Home-100 years of Grey Lynn School
- Our School Icons The Puriri Tree
- Our School Icons Memorial Plaques
- Our School Icons The Dental Clinic
- Our School Icons The Plantation
- Our School Icons The Swimming Pool
- Our School Icons The Adventure Playgrounds
- Grey Lynn School Pupils at War - 1914-1918
- Grey Lynn School Pupils at War - 1939-1945
- Our School Taonga: Our Motto-Deeds not Words
- Our School Taonga: Certificates and awards
- Our School Taonga: The 1929 Handmade School Magazine
- Our School Taonga: Jubilee Badges
- Our School Taonga: Homework!
- Changes to our school buildings in 100 years
- Famous Past Pupils
- Arbor Day at Grey Lynn School
- Sports in the past
- Grey Lynn School Jubilees
- Centennial 2010
- Memories of Grey Lynn School by past pupils
- Memories of Grey Lynn School by past pupils 2
- Memories of Grey Lynn School by past pupils 3
- The Culture and Population of Grey Lynn School
- Our team
- PKIL - the Research Process at Grey Lynn School
- Learning outcomes
- References and acknowledgements
Memories of Grey Lynn School by past pupils 3
Rod Hoggard
Rod Hoggard used to go to our school and he left school the same year that Lewis Rowden started in 1939. Here are some of his memories.
"Does anyone remember this? 'Victor Voss is very cross. He goes to church on Sunday, and prays to God to give him strength to belt the kids on Monday'. Strangely I don't think he was big on the strap, but he was a dead-eye dick with a short piece of chalk. I had many a smack on the ear for not paying attention.
I started school after the August holidays in 1932. I was 6 years old and could not start earlier because the government had closed schools to five year olds in an effort to save money. My cousin Eileen also attended Grey Lynn School for a few years and my uncle was doing relief work building the Bullock Track. He asked Mr Turbott, the Headmaster if we could be excused from school an hour extra at lunchtime. He took us along Surrey Crescent to the top of the Bullock Track to a shed where they stored tools. He brewed tea and asked a young man to sing for us - a song about a flea with a lot of 'Ha ha has' in it. The young man was later a world-renowned singer, Oscar Natzka. You can Google the song and hear him!
One of the great interests in Grey Lynn was the Speedway. Ron Bright lived next door. It cost money to go to the Speedway and that was one thing we did not have. We took a sheet of iron off Ron's fence and put it back again so we always had free entry. We made boats of corrugated iron usually from the tip at the bottom of Sawdusty Road and made canoes to take down to Western Springs. Trolley making was also a rite of passage, using old pram wheels fitted to a board.

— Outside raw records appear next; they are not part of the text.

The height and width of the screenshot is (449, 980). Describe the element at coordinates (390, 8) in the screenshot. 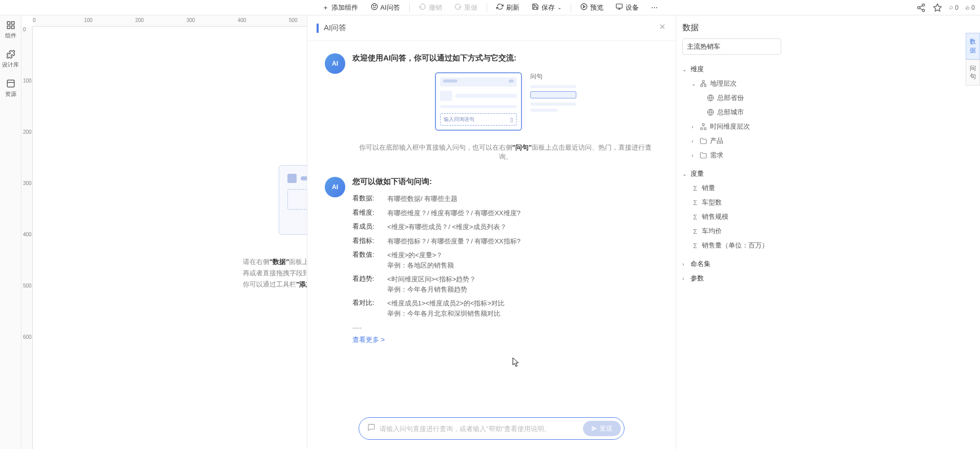

I see `ai-qa-label: AI问答` at that location.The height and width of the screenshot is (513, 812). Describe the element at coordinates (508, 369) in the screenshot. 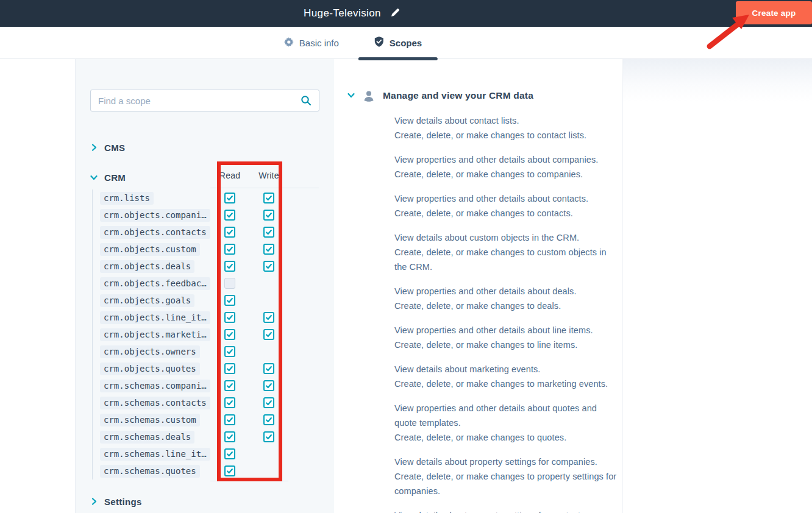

Many a skinned knee went home to Mum when you fell off on a big bend."
Excerpts chosen by Maia
(Rod Hoggard's full memoir was originally published in the Grey Lynn School Centennial magazine "100 years of learning: a Grey Lynn School Centenary 1910-2010", published December 2010.The photo shows Rod - front right - and contemporaries at the Golden Jubilee Ball in 1960.)
Anthony Bovaird was a pupil at Grey Lynn School from 1955 to 1960. His memories are enveloping. Here are a few of them: Flower Show
Our school had a flower show and before it took place we had ladies come in to give us practical demonstrations to prepare us for the variety of categories that we could participate in e.g. buttonholes, sand saucer covered with flowers, posy and miniature gardens. On the day of the show we made our displays and they were put in a classroom to be judged. When judging was over we eagerly returned to the classroom to see if our display had earned certificate.
This photo shows the front of the school in the 1950s with the milk stand on the right of the gate.
School Milk
Free school milk was delivered to the covered wooden milk stand to the right of the main gate. It was the responsibility of the class milk monitors to bring the milk crate to the classroom before morning play. Pupils had to drink their milk before leaving the classroom.
Excerpts chosen by Maia.
These also appeared in the Grey Lynn School Centennial magazine "100 years of learning: a Grey Lynn School Centenary 1910-2010", published December 2010.